Philoctetes
Sophocles
Sophocles the plays and fragments, Part 4: The Philoctetes. Jebb, Richard Claverhouse, Sir, translator. Cambridge: Cambridge University Press, 1898.
- I am not sorry that I found you and have gained your friendship, since whoever knows how to render benefit for a benefit received must prove a friend more valuable than any possession. Please, do go inside.
- Agreed, and I will bring you also.
- My sickness craves the comfort of your presence.Philoctetes and Neoptolemus enter the cave.
- I have heard a rumor, but never seen with my eyes, how the man who once approached the bed of Zeus was bound upon a
- swift wheel by the almighty son of Cronus. But of no other mortal do I know, either by hearsay or by sight, that has encountered a doom so repugnant as this of Philoctetes. For though he had wronged no one by force or thievery,
- but conducted himself fairly towards the fair, he was left to perish so undeservedly. I truly marvel how—how in the world—as he listened in solitude to the breakers rushing around him,
- he kept his hold upon a life so full of grief.
- Here, he alone was his own neighbor, powerless to walk, with no one in the land to be his companion while he suffered—no one to whom he could cry out a lament that would be answered
- for the plague that gnawed his flesh and drained his blood—no one to lull with healing herbs gathered from the nourishing earth the burning blood which oozed from the ulcers of his
- envenomed foot, whenever the torment attacked him. Instead he would then creep this way or that, stumbling like a child without his kind nurse, to any place from where his needs
- might be supplied, whenever the devouring anguish withdrew.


▸ The problem
Which lines in the records below contain the word "bones"? Copy each of them.
(Recorded data begins)
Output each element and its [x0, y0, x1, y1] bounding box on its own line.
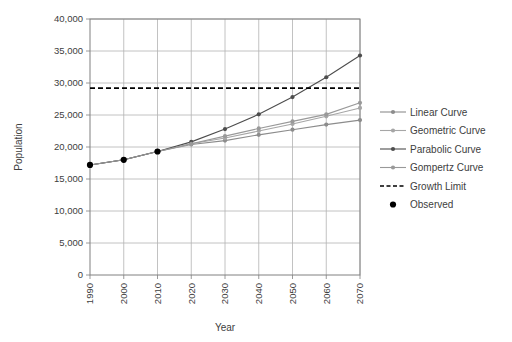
- data-point-observed: [87, 162, 93, 168]
- data-point-linear-curve: [257, 133, 261, 137]
- legend: Linear CurveGeometric CurveParabolic Cur…: [380, 107, 486, 211]
- y-tick-label: 25,000: [54, 109, 83, 120]
- x-tick-label: 2070: [354, 283, 365, 304]
- x-tick-label: 2040: [253, 283, 264, 304]
- x-tick-label: 2020: [186, 283, 197, 304]
- y-tick-label: 20,000: [54, 141, 83, 152]
- legend-swatch-marker: [391, 110, 395, 114]
- legend-swatch-marker: [391, 128, 395, 132]
- data-point-gompertz-curve: [257, 126, 261, 130]
- x-tick-label: 2010: [152, 283, 163, 304]
- x-axis-title: Year: [215, 322, 236, 333]
- population-projection-chart: 05,00010,00015,00020,00025,00030,00035,0…: [0, 0, 512, 342]
- legend-swatch-marker: [390, 201, 396, 207]
- data-point-linear-curve: [290, 128, 294, 132]
- y-tick-label: 30,000: [54, 77, 83, 88]
- legend-item-gompertz-curve[interactable]: Gompertz Curve: [380, 162, 484, 173]
- x-tick-label: 2030: [219, 283, 230, 304]
- data-point-parabolic-curve: [223, 127, 227, 131]
- data-point-geometric-curve: [358, 106, 362, 110]
- x-tick-label: 2000: [118, 283, 129, 304]
- y-tick-label: 35,000: [54, 45, 83, 56]
- legend-label: Growth Limit: [410, 181, 466, 192]
- data-point-linear-curve: [358, 118, 362, 122]
- x-tick-label: 2050: [287, 283, 298, 304]
- x-axis: 199020002010202020302040205020602070: [84, 275, 365, 304]
- data-point-parabolic-curve: [257, 112, 261, 116]
- y-axis-title: Population: [13, 123, 24, 170]
- data-point-observed: [121, 157, 127, 163]
- x-tick-label: 2060: [321, 283, 332, 304]
- legend-item-observed[interactable]: Observed: [390, 199, 453, 210]
- legend-item-parabolic-curve[interactable]: Parabolic Curve: [380, 144, 482, 155]
- legend-label: Geometric Curve: [410, 125, 486, 136]
- data-point-gompertz-curve: [358, 101, 362, 105]
- y-axis: 05,00010,00015,00020,00025,00030,00035,0…: [54, 13, 90, 280]
- legend-item-geometric-curve[interactable]: Geometric Curve: [380, 125, 486, 136]
- x-tick-label: 1990: [84, 283, 95, 304]
- series-group: [87, 53, 362, 168]
- legend-label: Linear Curve: [410, 107, 468, 118]
- data-point-gompertz-curve: [324, 112, 328, 116]
- y-tick-label: 10,000: [54, 205, 83, 216]
- y-tick-label: 5,000: [59, 237, 83, 248]
- legend-label: Observed: [410, 199, 453, 210]
- legend-label: Gompertz Curve: [410, 162, 484, 173]
- data-point-parabolic-curve: [358, 53, 362, 57]
- data-point-parabolic-curve: [290, 95, 294, 99]
- data-point-gompertz-curve: [290, 119, 294, 123]
- data-point-linear-curve: [324, 123, 328, 127]
- y-tick-label: 40,000: [54, 13, 83, 24]
- y-tick-label: 0: [78, 269, 83, 280]
- chart-canvas: 05,00010,00015,00020,00025,00030,00035,0…: [0, 0, 512, 342]
- grid-group: [90, 19, 360, 275]
- data-point-observed: [154, 148, 160, 154]
- y-tick-label: 15,000: [54, 173, 83, 184]
- legend-swatch-marker: [391, 165, 395, 169]
- legend-item-linear-curve[interactable]: Linear Curve: [380, 107, 468, 118]
- data-point-gompertz-curve: [223, 134, 227, 138]
- data-point-gompertz-curve: [189, 142, 193, 146]
- legend-item-growth-limit[interactable]: Growth Limit: [380, 181, 466, 192]
- data-point-parabolic-curve: [324, 75, 328, 79]
- legend-label: Parabolic Curve: [410, 144, 482, 155]
- legend-swatch-marker: [391, 147, 395, 151]
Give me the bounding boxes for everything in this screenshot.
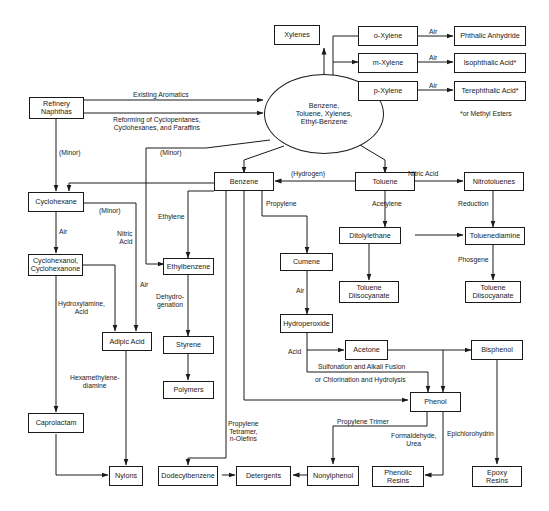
node-ethylbenzene: Ethylbenzene	[163, 258, 214, 275]
label-air-o-xylene: Air	[429, 28, 437, 36]
node-nonylphenol: Nonylphenol	[307, 466, 359, 486]
node-phthalic-anhydride: Phthalic Anhydride	[454, 26, 526, 46]
label-minor-refinery: (Minor)	[59, 149, 81, 157]
node-o-xylene: o-Xylene	[358, 26, 418, 46]
node-ditolylethane: Ditolylethane	[339, 227, 401, 244]
node-phenolic-resins: Phenolic Resins	[372, 466, 424, 487]
label-phosgene: Phosgene	[458, 256, 489, 264]
label-minor-hub: (Minor)	[160, 149, 182, 157]
node-adipic-acid: Adipic Acid	[102, 332, 152, 351]
label-propylene-trimer: Propylene Trimer	[337, 418, 389, 426]
node-toluene-diisocyanate-right: Toluene Diisocyanate	[465, 281, 521, 303]
label-hydrogen: (Hydrogen)	[291, 170, 325, 178]
node-styrene: Styrene	[163, 336, 214, 354]
node-cyclohexanol-cyclohexanone: Cyclohexanol, Cyclohexanone	[28, 254, 83, 276]
node-m-xylene: m-Xylene	[358, 53, 418, 73]
label-propylene-tetramer: Propylene Tetramer, n-Olefins	[228, 420, 259, 443]
label-existing-aromatics: Existing Aromatics	[133, 91, 189, 99]
label-ethylene: Ethylene	[158, 213, 184, 221]
label-nitric-acid-adipic: Nitric Acid	[117, 230, 132, 245]
node-isophthalic-acid: Isophthalic Acid*	[454, 53, 526, 73]
label-acid: Acid	[288, 348, 301, 356]
node-polymers: Polymers	[163, 381, 214, 399]
label-minor-cyclohexane: (Minor)	[99, 207, 121, 215]
node-xylenes: Xylenes	[274, 25, 320, 45]
label-sulfonation: Sulfonation and Alkali Fusion	[318, 363, 405, 371]
node-hydroperoxide: Hydroperoxide	[280, 314, 333, 333]
label-acetylene: Acetylene	[372, 200, 402, 208]
footnote-methyl-esters: *or Methyl Esters	[460, 110, 512, 118]
label-air-cumene: Air	[296, 287, 304, 295]
label-reduction: Reduction	[458, 200, 489, 208]
label-air-adipic: Air	[140, 281, 148, 289]
label-dehydrogenation: Dehydro- genation	[156, 293, 184, 308]
node-epoxy-resins: Epoxy Resins	[472, 466, 522, 487]
node-caprolactam: Caprolactam	[28, 413, 84, 433]
label-chlorination: or Chlorination and Hydrolysis	[315, 376, 406, 384]
node-dodecylbenzene: Dodecylbenzene	[158, 466, 218, 486]
label-reforming: Reforming of Cyclopentanes, Cyclohexanes…	[113, 116, 201, 131]
node-refinery-naphthas: Refinery Naphthas	[29, 97, 84, 119]
node-acetone: Acetone	[345, 340, 388, 360]
label-hexamethylenediamine: Hexamethylene- diamine	[70, 374, 120, 389]
label-air-m-xylene: Air	[429, 54, 437, 62]
node-cyclohexane: Cyclohexane	[28, 192, 84, 212]
label-epichlorohydrin: Epichlorohydrin	[447, 430, 494, 438]
node-nitrotoluenes: Nitrotoluenes	[464, 172, 524, 191]
node-cumene: Cumene	[280, 253, 333, 271]
node-terephthalic-acid: Terephthalic Acid*	[454, 81, 526, 101]
node-phenol: Phenol	[410, 392, 461, 412]
label-nitric-acid-toluene: Nitric Acid	[408, 170, 438, 178]
node-nylons: Nylons	[109, 466, 143, 486]
node-bisphenol: Bisphenol	[471, 340, 523, 360]
node-p-xylene: p-Xylene	[358, 81, 418, 101]
node-toluenediamine: Toluenediamine	[465, 227, 525, 245]
label-hydroxylamine: Hydroxylamine, Acid	[58, 300, 105, 315]
node-benzene: Benzene	[214, 172, 274, 191]
node-detergents: Detergents	[236, 466, 291, 486]
label-propylene: Propylene	[266, 200, 297, 208]
node-toluene-diisocyanate-left: Toluene Diisocyanate	[339, 281, 399, 303]
label-formaldehyde-urea: Formaldehyde, Urea	[391, 432, 436, 447]
node-toluene: Toluene	[355, 172, 415, 191]
label-air-cyclohexane: Air	[59, 228, 67, 236]
label-air-p-xylene: Air	[429, 82, 437, 90]
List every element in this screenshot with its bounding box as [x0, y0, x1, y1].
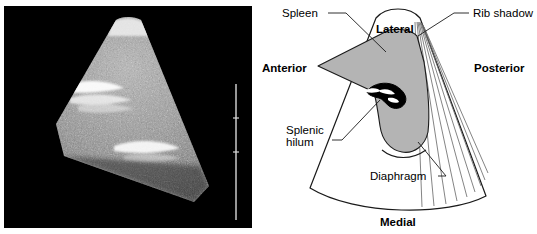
label-spleen: Spleen — [282, 7, 318, 19]
label-diaphragm: Diaphragm — [370, 170, 426, 182]
figure-container: Spleen Lateral Rib shadow Anterior Poste… — [0, 0, 537, 234]
label-splenic-hilum-line1: Splenic — [286, 124, 324, 136]
label-lateral: Lateral — [376, 23, 414, 35]
spleen-schematic: Spleen Lateral Rib shadow Anterior Poste… — [258, 0, 537, 234]
label-rib-shadow: Rib shadow — [473, 7, 534, 19]
ultrasound-image — [4, 6, 252, 228]
label-anterior: Anterior — [262, 62, 307, 74]
schematic-panel: Spleen Lateral Rib shadow Anterior Poste… — [258, 0, 537, 234]
ultrasound-panel — [4, 6, 252, 228]
label-posterior: Posterior — [474, 62, 525, 74]
label-splenic-hilum-line2: hilum — [286, 136, 313, 148]
label-medial: Medial — [380, 216, 416, 228]
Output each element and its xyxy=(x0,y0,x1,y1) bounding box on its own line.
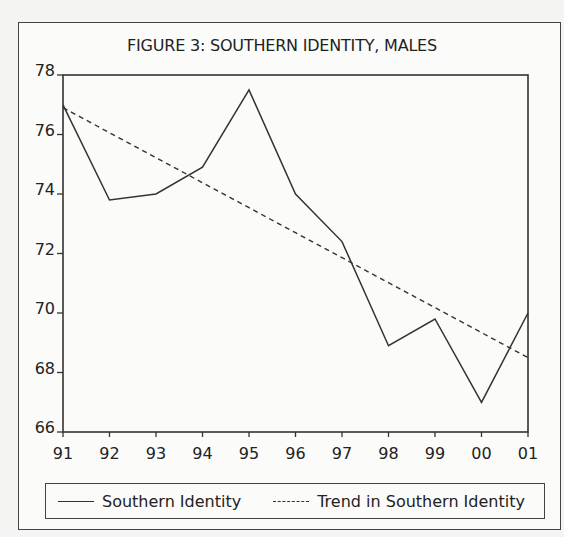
x-tick-label: 92 xyxy=(99,444,119,463)
plot-area xyxy=(63,75,528,432)
y-tick-label: 70 xyxy=(35,299,55,318)
legend-label: Trend in Southern Identity xyxy=(317,492,525,511)
x-tick-label: 00 xyxy=(471,444,491,463)
legend-item-trend: Trend in Southern Identity xyxy=(241,492,525,511)
y-tick-label: 76 xyxy=(35,121,55,140)
legend-label: Southern Identity xyxy=(102,492,241,511)
x-tick-label: 98 xyxy=(378,444,398,463)
southern-identity-series-line xyxy=(63,90,528,402)
x-tick-label: 93 xyxy=(146,444,166,463)
x-tick-label: 96 xyxy=(285,444,305,463)
y-tick-label: 66 xyxy=(35,418,55,437)
y-axis: 66687072747678 xyxy=(35,61,63,437)
solid-line-swatch-icon xyxy=(58,501,94,502)
trend-series-line xyxy=(63,108,528,358)
x-tick-label: 95 xyxy=(239,444,259,463)
y-tick-label: 72 xyxy=(35,240,55,259)
legend: Southern Identity Trend in Southern Iden… xyxy=(45,483,545,519)
y-tick-label: 74 xyxy=(35,180,55,199)
x-tick-label: 99 xyxy=(425,444,445,463)
y-tick-label: 68 xyxy=(35,359,55,378)
line-chart: 66687072747678 9192939495969798990001 xyxy=(0,0,564,537)
y-tick-label: 78 xyxy=(35,61,55,80)
x-axis: 9192939495969798990001 xyxy=(53,432,538,463)
x-tick-label: 94 xyxy=(192,444,212,463)
dashed-line-swatch-icon xyxy=(273,501,309,502)
x-tick-label: 91 xyxy=(53,444,73,463)
x-tick-label: 01 xyxy=(518,444,538,463)
legend-item-southern-identity: Southern Identity xyxy=(46,492,241,511)
x-tick-label: 97 xyxy=(332,444,352,463)
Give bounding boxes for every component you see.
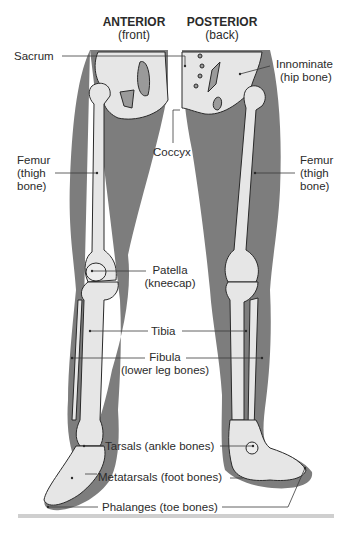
label-metatarsals: Metatarsals (foot bones)	[98, 471, 222, 484]
label-innominate-line1: Innominate	[276, 58, 333, 71]
label-innominate-line2: (hip bone)	[276, 71, 333, 84]
label-coccyx: Coccyx	[153, 146, 191, 159]
label-femur-left-line2: (thigh	[17, 167, 50, 180]
footer-divider	[18, 514, 334, 518]
label-femur-left: Femur (thigh bone)	[17, 154, 50, 193]
label-femur-left-line1: Femur	[17, 154, 50, 167]
label-femur-right-line1: Femur	[300, 154, 333, 167]
label-femur-left-line3: bone)	[17, 180, 50, 193]
label-tibia: Tibia	[151, 325, 176, 338]
label-femur-right-line3: bone)	[300, 180, 333, 193]
label-femur-right: Femur (thigh bone)	[300, 154, 333, 193]
label-innominate: Innominate (hip bone)	[276, 58, 333, 84]
header-posterior: POSTERIOR (back)	[182, 16, 262, 42]
header-anterior: ANTERIOR (front)	[96, 16, 172, 42]
label-fibula-line2: (lower leg bones)	[116, 364, 214, 377]
label-tarsals: Tarsals (ankle bones)	[105, 440, 214, 453]
header-anterior-sub: (front)	[96, 29, 172, 42]
label-patella: Patella (kneecap)	[140, 264, 200, 290]
label-phalanges: Phalanges (toe bones)	[102, 501, 218, 514]
label-patella-line2: (kneecap)	[140, 277, 200, 290]
skeleton-lower-limb-diagram: ANTERIOR (front) POSTERIOR (back) Sacrum…	[0, 0, 350, 534]
label-fibula: Fibula (lower leg bones)	[116, 351, 214, 377]
label-fibula-line1: Fibula	[116, 351, 214, 364]
header-posterior-sub: (back)	[182, 29, 262, 42]
label-patella-line1: Patella	[140, 264, 200, 277]
label-sacrum: Sacrum	[14, 50, 54, 63]
label-femur-right-line2: (thigh	[300, 167, 333, 180]
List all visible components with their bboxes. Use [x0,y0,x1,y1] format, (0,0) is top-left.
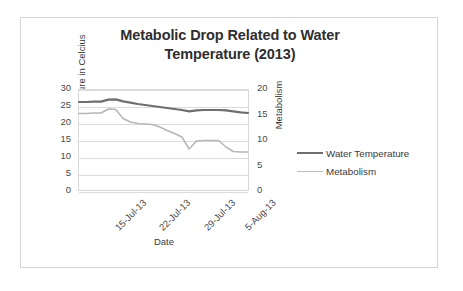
chart-title: Metabolic Drop Related to Water Temperat… [57,26,403,64]
y2-axis-tick-label: 15 [257,108,268,119]
legend-label: Metabolism [326,166,376,177]
legend-item[interactable]: Water Temperature [297,144,425,162]
y-axis-ticks: 302520151050 [42,82,74,198]
legend-swatch-icon [297,152,323,154]
y-axis-tick-label: 30 [60,82,71,93]
chart-frame: Metabolic Drop Related to Water Temperat… [20,17,438,268]
y2-axis-tick-label: 20 [257,82,268,93]
legend-item[interactable]: Metabolism [297,162,425,180]
chart-legend: Water TemperatureMetabolism [297,144,425,180]
x-axis-ticks: 15-Jul-1322-Jul-1329-Jul-135-Aug-13 [78,191,249,237]
y2-axis-ticks: 20151050 [253,82,275,198]
y-axis-tick-label: 5 [66,167,71,178]
plot-area [78,89,249,191]
y-axis-tick-label: 0 [66,184,71,195]
chart-title-line-1: Metabolic Drop Related to Water [57,26,403,45]
x-axis-tick-label: 15-Jul-13 [112,197,148,233]
y2-axis-tick-label: 0 [257,184,262,195]
y2-axis-title: Metabolism [273,62,287,148]
x-axis-tick-label: 5-Aug-13 [242,197,277,232]
y2-axis-tick-label: 5 [257,159,262,170]
y2-axis-tick-label: 10 [257,133,268,144]
legend-label: Water Temperature [326,148,409,159]
x-axis-tick-label: 29-Jul-13 [201,197,237,233]
y-axis-tick-label: 20 [60,116,71,127]
legend-swatch-icon [297,171,323,172]
y-axis-tick-label: 10 [60,150,71,161]
chart-title-line-2: Temperature (2013) [57,45,403,64]
x-axis-tick-label: 22-Jul-13 [157,197,193,233]
y-axis-tick-label: 25 [60,99,71,110]
x-axis-title: Date [119,236,209,247]
series-lines [79,90,248,190]
series-line-2 [79,109,248,152]
y-axis-tick-label: 15 [60,133,71,144]
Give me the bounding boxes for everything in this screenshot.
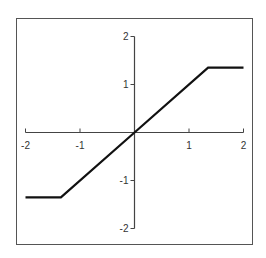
(Recorded data ends)
▸ Exercise solution
label-metatarsals: Metatarsals (foot bones)	[98, 471, 222, 484]
label-fibula-line2: (lower leg bones)	[116, 364, 214, 377]
label-tarsals: Tarsals (ankle bones)	[105, 440, 214, 453]
label-phalanges: Phalanges (toe bones)	[102, 501, 218, 514]
label-fibula: Fibula (lower leg bones)	[116, 351, 214, 377]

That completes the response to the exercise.